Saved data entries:

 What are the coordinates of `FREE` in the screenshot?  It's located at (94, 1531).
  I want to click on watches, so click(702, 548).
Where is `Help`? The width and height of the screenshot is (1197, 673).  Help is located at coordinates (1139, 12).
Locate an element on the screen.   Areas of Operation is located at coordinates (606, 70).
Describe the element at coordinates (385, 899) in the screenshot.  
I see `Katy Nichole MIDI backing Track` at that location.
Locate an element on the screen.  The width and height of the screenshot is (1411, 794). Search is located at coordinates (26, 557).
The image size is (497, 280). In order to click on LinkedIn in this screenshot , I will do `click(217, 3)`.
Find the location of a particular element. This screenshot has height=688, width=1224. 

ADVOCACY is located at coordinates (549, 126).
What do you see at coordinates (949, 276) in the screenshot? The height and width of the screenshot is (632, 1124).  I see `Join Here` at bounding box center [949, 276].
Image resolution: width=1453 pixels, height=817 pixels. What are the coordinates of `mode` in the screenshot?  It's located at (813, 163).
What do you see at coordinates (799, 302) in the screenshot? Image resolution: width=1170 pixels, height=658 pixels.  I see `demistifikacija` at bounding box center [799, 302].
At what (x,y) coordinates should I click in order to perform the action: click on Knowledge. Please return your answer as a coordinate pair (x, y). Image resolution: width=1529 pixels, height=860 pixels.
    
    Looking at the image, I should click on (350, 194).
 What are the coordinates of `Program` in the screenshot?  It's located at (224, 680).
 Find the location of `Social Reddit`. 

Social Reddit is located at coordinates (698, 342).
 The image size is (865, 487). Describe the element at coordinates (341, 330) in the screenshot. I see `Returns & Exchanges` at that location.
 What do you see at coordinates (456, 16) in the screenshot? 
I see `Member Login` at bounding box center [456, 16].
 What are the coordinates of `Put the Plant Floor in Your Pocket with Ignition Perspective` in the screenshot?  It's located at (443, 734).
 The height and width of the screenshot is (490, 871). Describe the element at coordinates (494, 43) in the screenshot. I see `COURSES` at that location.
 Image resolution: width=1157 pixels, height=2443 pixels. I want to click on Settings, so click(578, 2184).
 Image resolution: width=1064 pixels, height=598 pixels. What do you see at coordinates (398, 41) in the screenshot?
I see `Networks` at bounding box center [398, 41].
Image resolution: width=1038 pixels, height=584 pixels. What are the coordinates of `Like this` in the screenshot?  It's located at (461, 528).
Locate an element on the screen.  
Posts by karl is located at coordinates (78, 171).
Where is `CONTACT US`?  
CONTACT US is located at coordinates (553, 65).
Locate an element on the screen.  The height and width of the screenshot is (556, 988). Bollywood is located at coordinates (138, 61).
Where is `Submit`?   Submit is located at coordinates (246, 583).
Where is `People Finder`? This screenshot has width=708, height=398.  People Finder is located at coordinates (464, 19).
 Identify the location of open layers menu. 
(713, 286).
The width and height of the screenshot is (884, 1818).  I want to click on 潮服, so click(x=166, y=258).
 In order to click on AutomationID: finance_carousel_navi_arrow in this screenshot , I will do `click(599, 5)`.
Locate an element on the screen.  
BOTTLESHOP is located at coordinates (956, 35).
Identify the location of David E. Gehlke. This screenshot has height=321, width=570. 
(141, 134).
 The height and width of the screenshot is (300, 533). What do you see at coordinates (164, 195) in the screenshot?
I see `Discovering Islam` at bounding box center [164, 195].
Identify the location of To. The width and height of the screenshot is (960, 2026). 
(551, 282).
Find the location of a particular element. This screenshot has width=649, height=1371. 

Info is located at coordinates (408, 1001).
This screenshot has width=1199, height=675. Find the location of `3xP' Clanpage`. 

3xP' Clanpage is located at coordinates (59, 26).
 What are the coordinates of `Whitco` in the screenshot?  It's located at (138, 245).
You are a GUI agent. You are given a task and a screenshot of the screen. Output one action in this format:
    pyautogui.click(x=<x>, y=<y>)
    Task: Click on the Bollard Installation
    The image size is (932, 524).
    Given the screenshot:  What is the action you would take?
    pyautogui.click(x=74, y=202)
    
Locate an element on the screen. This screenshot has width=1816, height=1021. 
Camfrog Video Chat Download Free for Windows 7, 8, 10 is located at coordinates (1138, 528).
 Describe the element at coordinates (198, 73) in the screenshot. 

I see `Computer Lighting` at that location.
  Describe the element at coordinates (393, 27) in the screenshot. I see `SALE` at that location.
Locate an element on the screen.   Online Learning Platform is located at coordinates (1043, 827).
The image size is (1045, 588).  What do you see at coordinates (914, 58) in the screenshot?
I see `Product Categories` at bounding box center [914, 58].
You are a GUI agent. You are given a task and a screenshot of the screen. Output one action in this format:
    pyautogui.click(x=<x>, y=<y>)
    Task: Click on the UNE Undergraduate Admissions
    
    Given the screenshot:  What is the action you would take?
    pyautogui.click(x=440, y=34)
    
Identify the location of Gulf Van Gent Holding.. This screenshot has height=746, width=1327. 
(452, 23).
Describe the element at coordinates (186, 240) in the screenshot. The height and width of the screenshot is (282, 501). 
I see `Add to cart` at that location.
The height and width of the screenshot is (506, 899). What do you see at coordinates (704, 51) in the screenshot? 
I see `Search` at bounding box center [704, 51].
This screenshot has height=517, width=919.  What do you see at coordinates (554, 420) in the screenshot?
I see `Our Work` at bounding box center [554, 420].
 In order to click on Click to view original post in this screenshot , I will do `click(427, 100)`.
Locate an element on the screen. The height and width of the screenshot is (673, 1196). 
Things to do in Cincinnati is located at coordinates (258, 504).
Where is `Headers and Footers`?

# Problem description:
Among the records, find every line holding the word "will" and copy it.

# Answer to this task:
The image size is (497, 280). In order to click on LinkedIn in this screenshot , I will do `click(217, 3)`.
 In order to click on AutomationID: finance_carousel_navi_arrow in this screenshot , I will do `click(599, 5)`.
 In order to click on Click to view original post in this screenshot , I will do `click(427, 100)`.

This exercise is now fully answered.